Before I forget (I already forgot and am adding this as an edit) - if you grew or are growing any of our 60 plus new Dwarf Tomato project releases, we want to hear from you. Please fill out this brief, simple survey for each variety. We are finally working to gather information on our creations, so we can paint a picture of how each performs in different regions of the country (world!) - which are favored, which are lacking, which are not quite what we hoped for. Thanks in advance for your contribution to this survey!
This is just plain silly. Day after day of mid to upper 90 degree temperatures. I don't even want to ponder the heat index with the humidity levels, but spending more than a few hours in the muck is about the limit. Yet, somehow, work gets done - seeds saved, plants pulled, seeds sown, cuttings rooted...tomatoes, eggplant, peppers, figs picked. Welcome to mid summer in Raleigh!
Before I get to garden high (and low) lights, here is some information on upcoming events:
We are off to Hot Springs, Virginia, on Friday - I feel fortunate to be a speaker at the In The Garden event at Omni Homestead. I will be speaking at 9 AM on Saturday on tomatoes, followed by Q&A and a book sale and signing.
Changing the topic from tomatoes to peppers, Alex Hitt of Peregrine Farms and I will be working with Caitlin Burke to provide a Southern Season Cooking School class featuring Alex's peppers. The date and time is Monday, August 29, at 6 PM. This will be the third time for this course, and it is such fun, very informative and absolutely delicious. Be sure to sign up - it is so, so worth the price of admission, and you will leave full, satisfied and armed with great recipes and lots of information about peppers.
If any of you are in the Boston area, I will be at Tower Hill Botanic Garden in Boylston, Massachusetts on Saturday, September 3 speaking on tomatoes, selling and signing books - and possibly, doing a small tomato tasting.
And for those near Charlottesville, Virginia, I will be speaking twice and signing books at the Heritage Harvest Festival at Monticello on Friday and Saturday, September 9-10.
Two later events that I am participating in are the Terra Vita Food and Drink Festival in Chapel Hill, which runs from Sept 28 to Oct 1 (I am in the process of defining what my contribution will be), and the Carolina Farm Stewardship conference, to be held in Durham, Nov 4-6.
We also finished filming for an upcoming episode of Growing a Greener World; I've been told to watch for it next April. I will certainly share more as I learn more. Working with Joe Lamp'l, the show host, his staff, and my local tomato growing friend Brie Arthur has been great fun.
The above will finish off a fun, busy, thoroughly gratifying year for me continuing to get about to meet gardeners and talk tomatoes. I do hope to catch some of you at one or more of them!
Now, on to the garden - and this will be brief.
In the middle of last week, all of my tomato plants were pulled. It was time - critter and disease damage and the effects of a long, hot, humid summer all took their toll on plant health and performance.
I did take cuttings from at least three dozen varieties, and they are now replacing the dearly departed. I also germinated seeds for continuing dwarf tomato development work - the 8 new hybrids (all of which "took" - the seedlings, saved from tomatoes on the dwarf plants, are indeterminate!), as well as seeds saved from the grow out of last year's new hybrids. I focused on those that involved chartreuse tinted or variegated foliage, hoping to get a sneak peek on some of my main work for next summer.
The eggplant and peppers are thriving, and I am into seed saving - and cooking - big time on those crops. We are also getting the figs that the crows and squirrels are leaving for us, as well as okra.
It is important to consider the garden goals when assessing how things went. It is always difficult to come to the end of harvest for such a beloved crop as tomatoes. And yet I managed to get seed saved from most of what I planted, got a chance to taste and evaluate many varieties, and got the needed pollen to create some new hybrids. Based on what I planned back in the winter, it was a very successful garden. It just doesn't feel quite like it right now.
Some pictures below of the current state of the driveway.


Exercise description. No line before the one holding "Where would I" is wanted; restate word for word that line and all lines after it to the end of the entries, excluding pictures.

----- Given records

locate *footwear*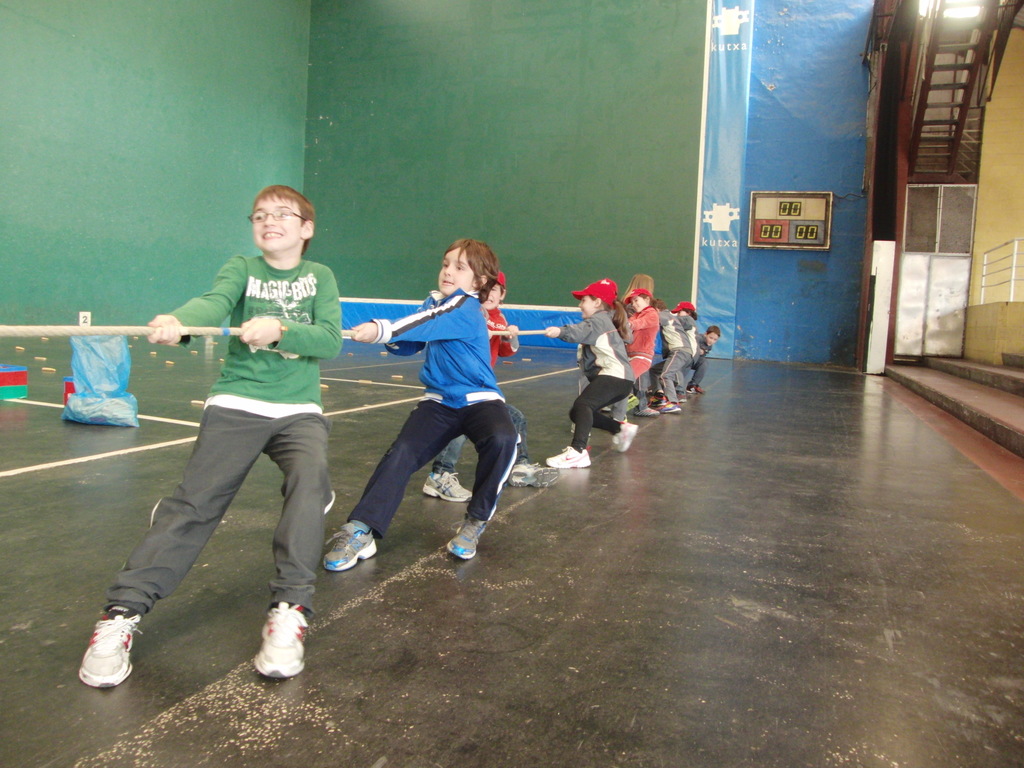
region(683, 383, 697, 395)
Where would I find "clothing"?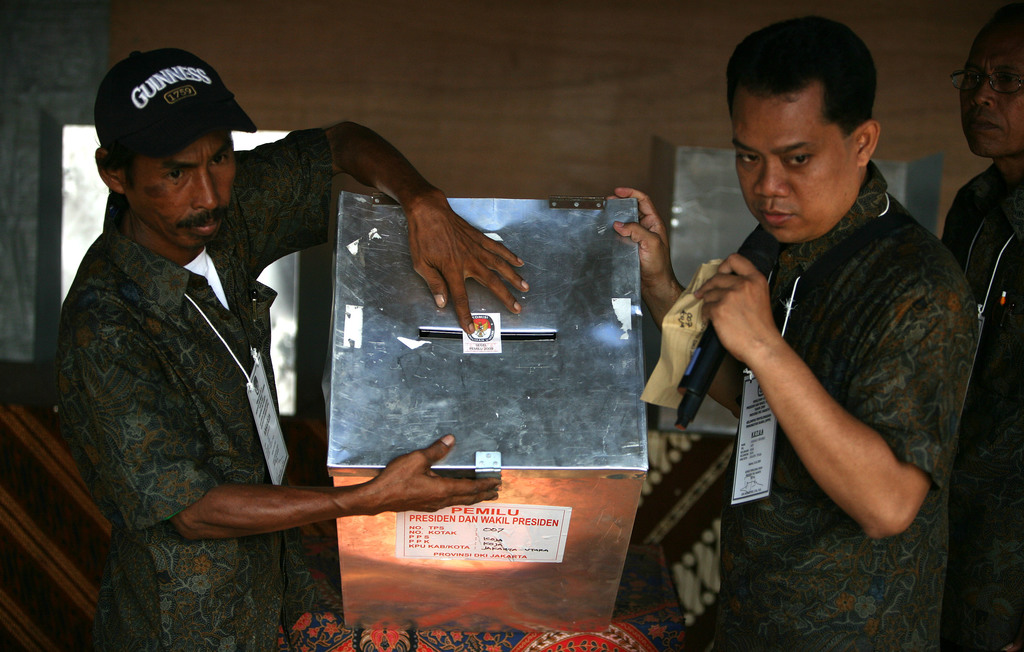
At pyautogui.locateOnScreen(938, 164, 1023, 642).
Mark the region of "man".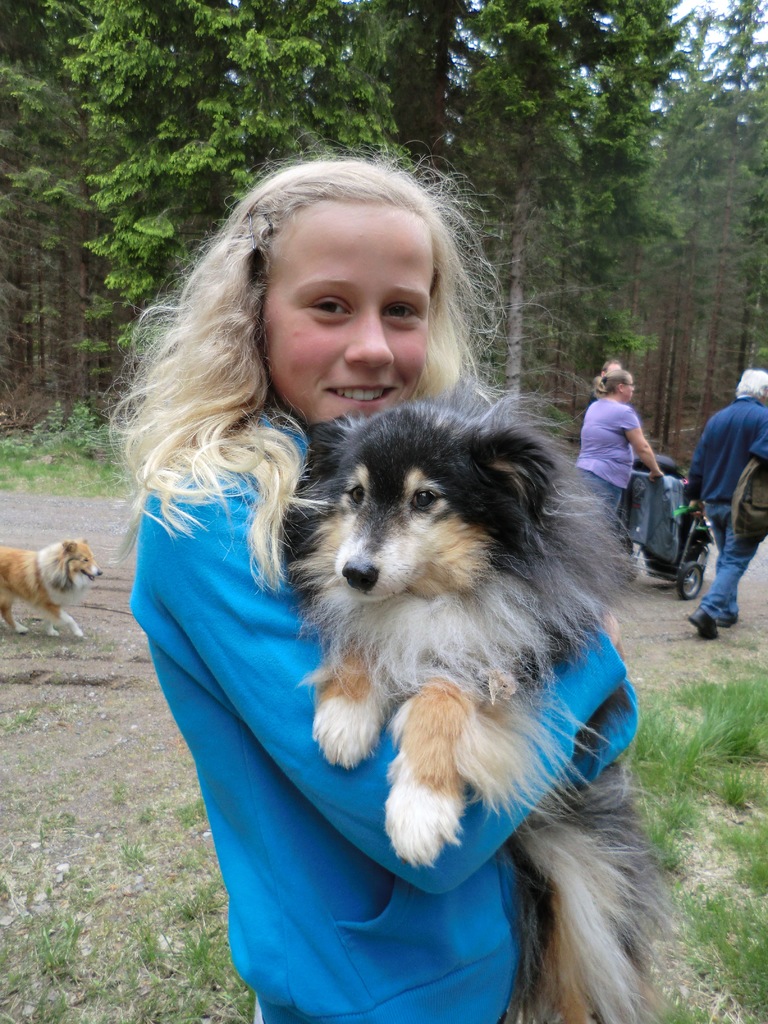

----------

Exercise answer.
Where would I find "clothing"?
At pyautogui.locateOnScreen(938, 164, 1023, 642).
Mark the region of "man".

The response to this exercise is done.